Register a webhook endpoint in your dashboard or via the API:
curl -X POST https://api.example.com/v2/webhooks \
-H "Authorization: Bearer $TOKEN" \
-H "Content-Type: application/json" \
-d '{
"url": "https://yourapp.com/hooks/incoming",
"events": ["document.created", "document.updated"]
}'
200 status within 5 seconds or the delivery will be retried.Every webhook delivery includes a JSON body:
{
"event": "document.created",
"timestamp": "2026-02-18T12:00:00Z",
"data": {
"id": "doc_xyz",
"title": "New Document",
"created_by": "usr_abc"
}
}
| Field | Type | Description |
|---|---|---|
event | string | The event type that triggered the webhook |
timestamp | string | ISO 8601 timestamp of the event |
data | object | Event-specific payload |
All deliveries include an X-Signature-256 header. Verify it to ensure the request came from us:
import hmac, hashlib
def verify_signature(payload, signature, secret):
expected = hmac.new(
secret.encode(),
payload,
hashlib.sha256
).hexdigest()
return hmac.compare_digest(f"sha256={expected}", signature)
| Event | Trigger |
|---|---|
document.created | A new document is created |
document.updated | A document’s content or metadata changes |
document.deleted | A document is permanently deleted |
user.invited | A new user is invited to the workspace |
user.removed | A user is removed from the workspace |
Failed deliveries are retried with exponential backoff:
| Attempt | Delay |
|---|---|
| 1st retry | 1 minute |
| 2nd retry | 5 minutes |
| 3rd retry | 30 minutes |
| 4th retry | 2 hours |
| 5th retry | 12 hours |
After 5 failed attempts, the webhook is disabled and you’ll receive an email notification.

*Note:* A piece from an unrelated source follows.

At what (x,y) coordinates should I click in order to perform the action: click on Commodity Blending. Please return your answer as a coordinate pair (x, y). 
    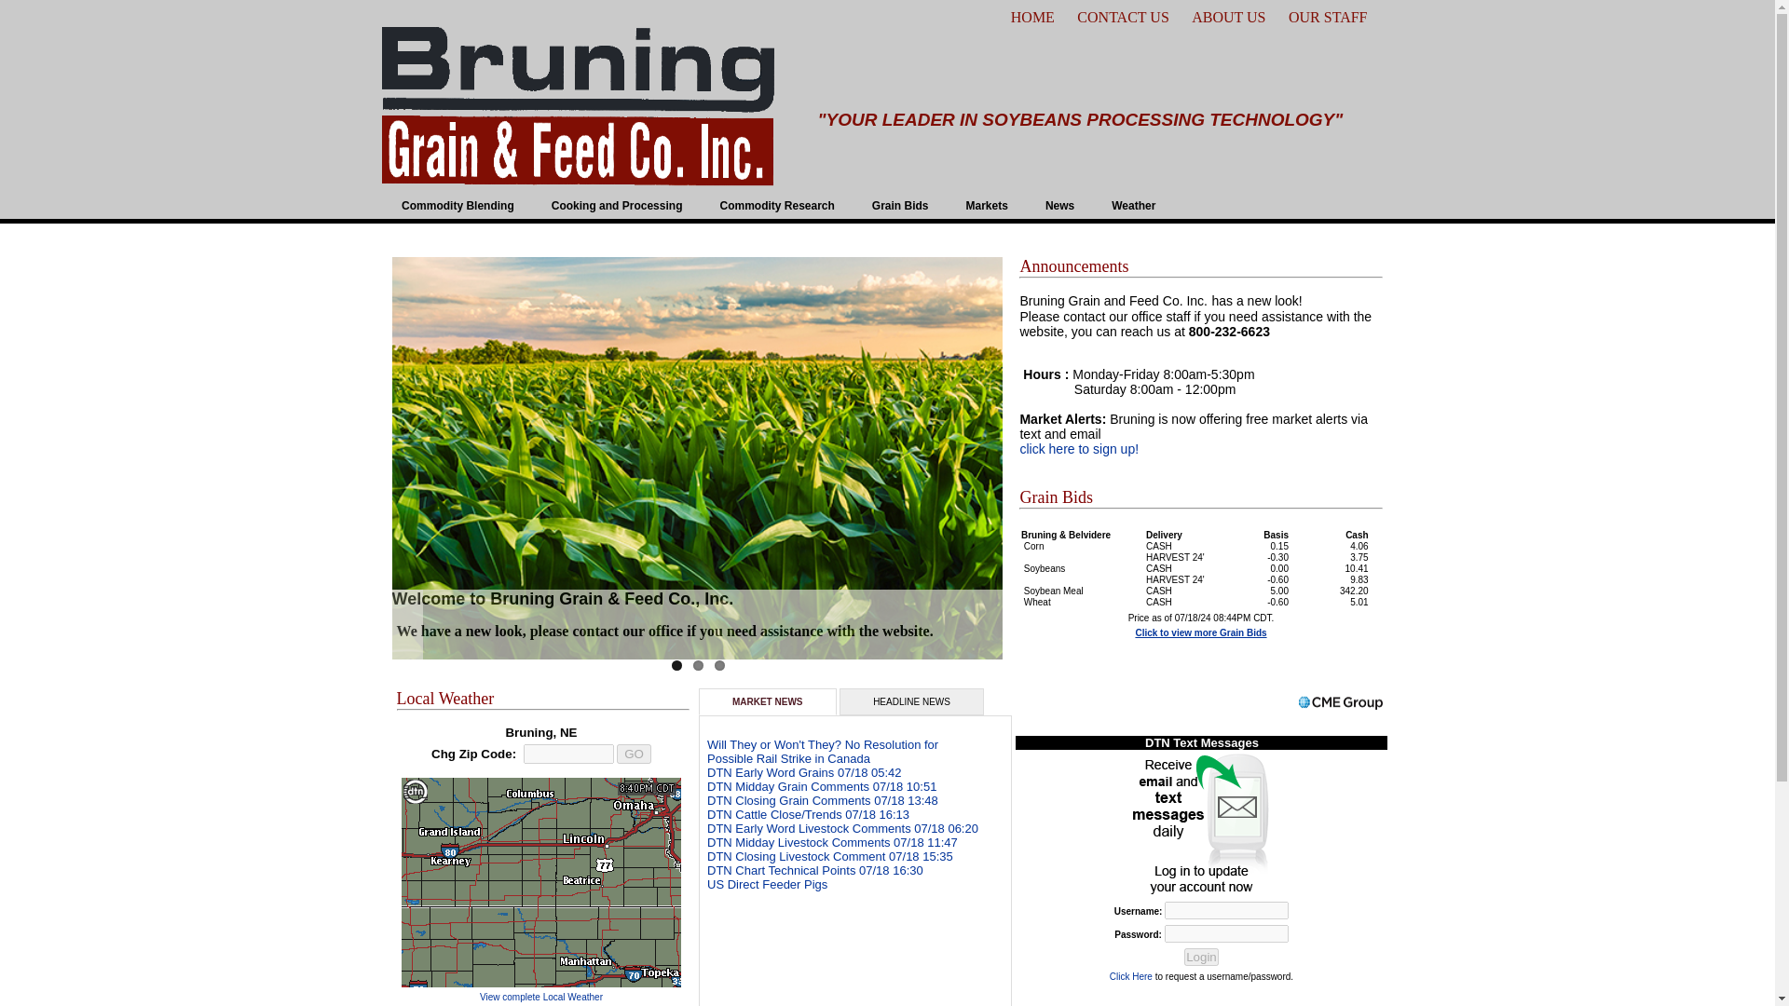
    Looking at the image, I should click on (457, 205).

Beyond shortcodes, these standard Markdown features are all styled and ready to use.
| Feature | Status | Notes |
|---|---|---|
| Hints | Stable | Three variants: info, warning, danger |
| Details | Stable | Collapsible with animated arrow |
| Tabs | Stable | Auto-wires click handlers via JS |
| Columns | Stable | Responsive grid, stacks on mobile |
| Search | Stable | Pagefind, indexed at build time |
Inline code like variable_name and fenced blocks with syntax highlighting:
func main() {
http.HandleFunc("/", func(w http.ResponseWriter, r *http.Request) {
fmt.Fprintf(w, "Hello, Doco!")
})
log.Fatal(http.ListenAndServe(":8080", nil))
}
Ordered and unordered, including nested:
Blockquotes still work for attributable quotes or cited material. For callouts, prefer hints instead — they’re more visually distinct.
Images are supported with standard Markdown syntax and render with rounded corners:

Use --- to create visual section breaks between major topics (as seen throughout this page).